We live in a digital age. Computers have pervaded every aspect of modern life and the advancing march of technology shows no signs of faltering. It is inarguable that being able to use and control technology is as fundamental today as being able to read and write, but in a world where keyboards have all but replaced pen and paper outside of school, is teaching our children to write still relevant?
The argument for education is, and has always been, that it is necessary to give children the skills they will need to be a successful adult. While children have long asked when they will ever use trigonometry or be required to understand Shakespeare in the ‘real world’, the case for handwriting has, until relatively recently, been obvious.
Being able to write a legible letter or note used to be paramount in the quest to communicate successfully both at home and in the work place, but – as research commissioned by Docmail, an online stationer, revealed – the convenience of an email or text message has long since replaced the hand-written word. One in three of the 2000 survey respondents said that they had found no cause to write anything by hand in the past six months. Even things such as creating a shopping list or taking notes in a meeting are ever increasingly tasks that are performed on a laptop or tablet; with an ‘app for everything’ the need to reach for a pen has all but disappeared.
In light of this, it is unsurprising perhaps that some education authorities in the US have already demoted the teaching of handwriting in their schools, no longer requiring it as mandatory learning. It seems the UK set to follow suit, with I Pads and personal laptops becoming staple equipment in our classrooms, but the argument for teaching of handwriting is far more complex than its relevance as a stand-alone skill in a digital age.
Experts on writing argue that using a pen and using a keyboard are very different cognitive processes. While handwriting itself might arguably be redundant, the importance of basic literacy remains unchallenged. The initial stage of learning to read involves graphological recognition; it is necessary to remember and recognise letters and combinations of letters in order to read, and subsequently write, a language coherently.
A study by Karen James at Indiana University in 2012 demonstrated that the process of forming a letter shape by hand increased the brain’s recognition of that letter.
The study took children who had not yet learned to read or write and presented them with a letter or shape on an index card. They were then asked to reproduce the letter in one of three ways: trace the image with a dotted outline, draw it freehand on a blank sheet of paper, or type it on a computer. When the children were then placed in a brain scanner and shown the image again, the children that had drawn the letter freehand exhibited increased brain activity in the reading and writing areas of the brain while those who had typed or traced the letter showed little or no activity in this area.
Further research in a study by Virginia Berninger at the University of Washington found that brain imaging of people writing by hand, when asked to come up with ideas for a composition, showed higher neurological activity than those who were typing on a keyboard. The process of writing by hand can be scientifically proven to increase cognitive function and arguably stimulate thought and understanding, making the implications of ceasing to teach it far wider reaching than the ability to hand write a memo or shopping list.
Aside from stimulating recognition, independent thought and comprehension – all very sound arguments for the teaching of handwriting on their own – some neurologists and psychologists go a step further, arguing that teaching handwriting also teachers self control and patience. The argument for typing being faster and easier, and therefore more accessible especially to children with special educational needs, is as much a case for handwriting as against it. Reinforcing instant gratification and lack of effort in our children is hardly needed, nor is it beneficial to overall development.
Handwriting as a skill in itself is inarguably redundant in the 21st century, but the process has never been more relevant. There is no known way to better coordinate the left and right brain, stimulating the reasoning skills and comprehension that are the ‘holy grail’ of teaching in an education environment obsessed with testing and measuring. Failing to teach our children to write means impeding their ability to read, understand and – vitally – think.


Work to be completed =>
Each record that comes next should be output exactly; pictures do not belong in the copy.

Information =>
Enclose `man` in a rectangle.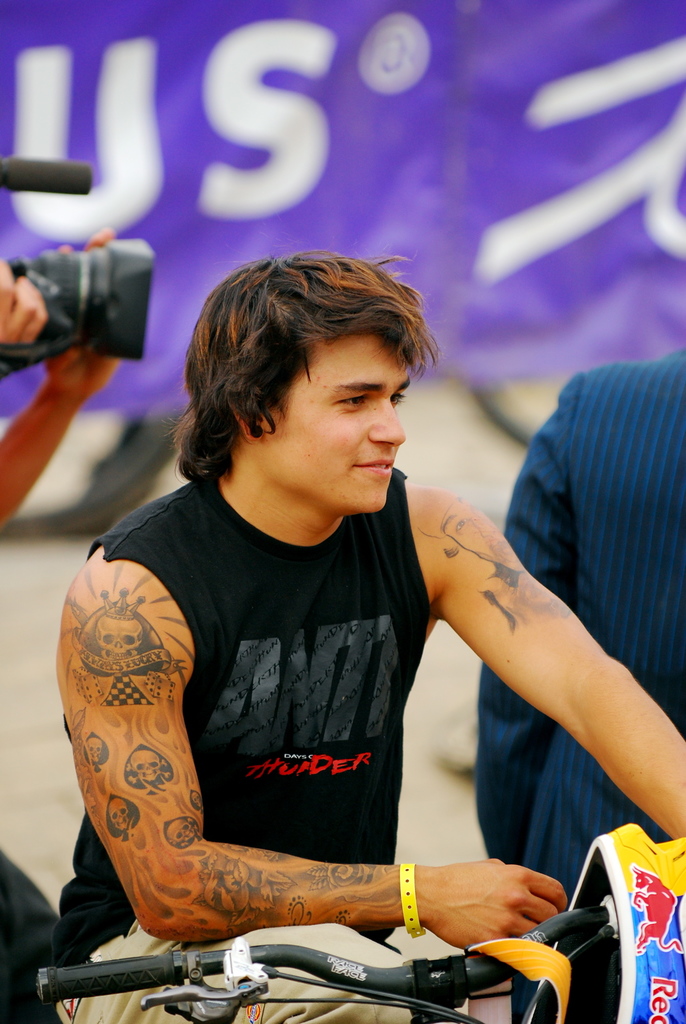
x1=0 y1=224 x2=122 y2=520.
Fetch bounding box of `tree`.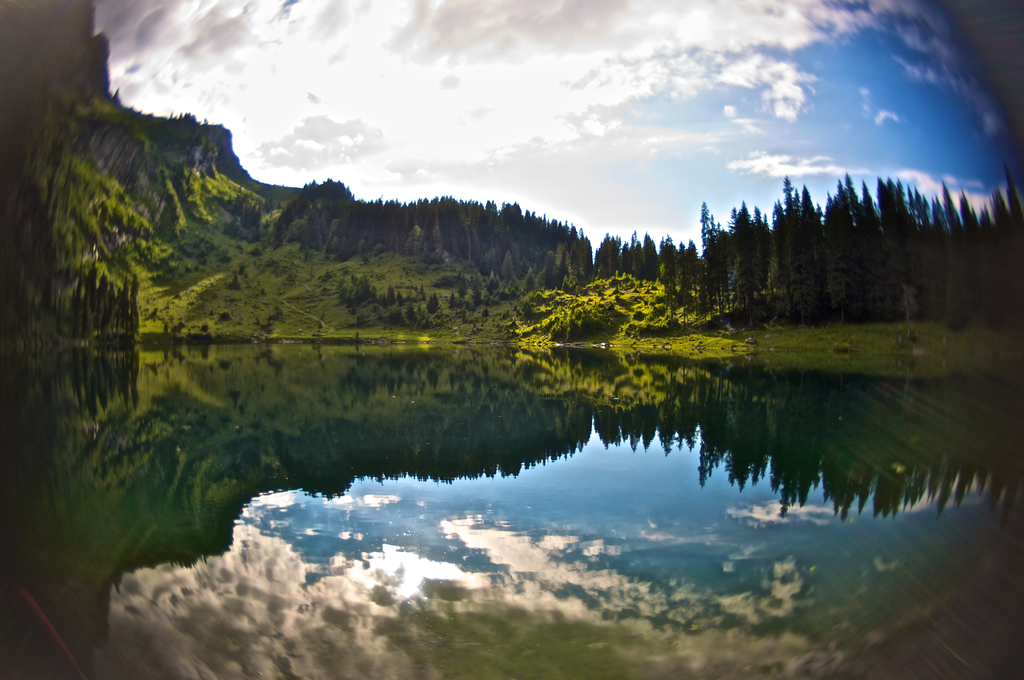
Bbox: select_region(269, 210, 300, 250).
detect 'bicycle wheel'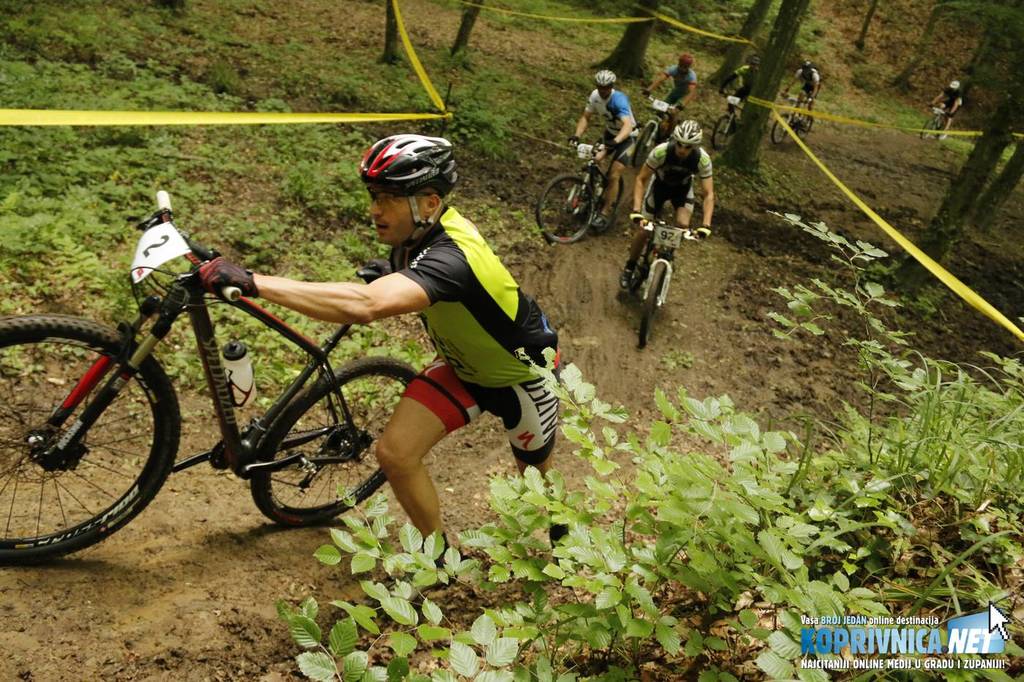
541, 166, 601, 249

Answer box =>
Enclose `man` in a rectangle.
x1=0 y1=224 x2=122 y2=520.
Fetch bounding box of `tree`.
Bbox: select_region(269, 210, 300, 250).
detect 'bicycle wheel'
541, 166, 601, 249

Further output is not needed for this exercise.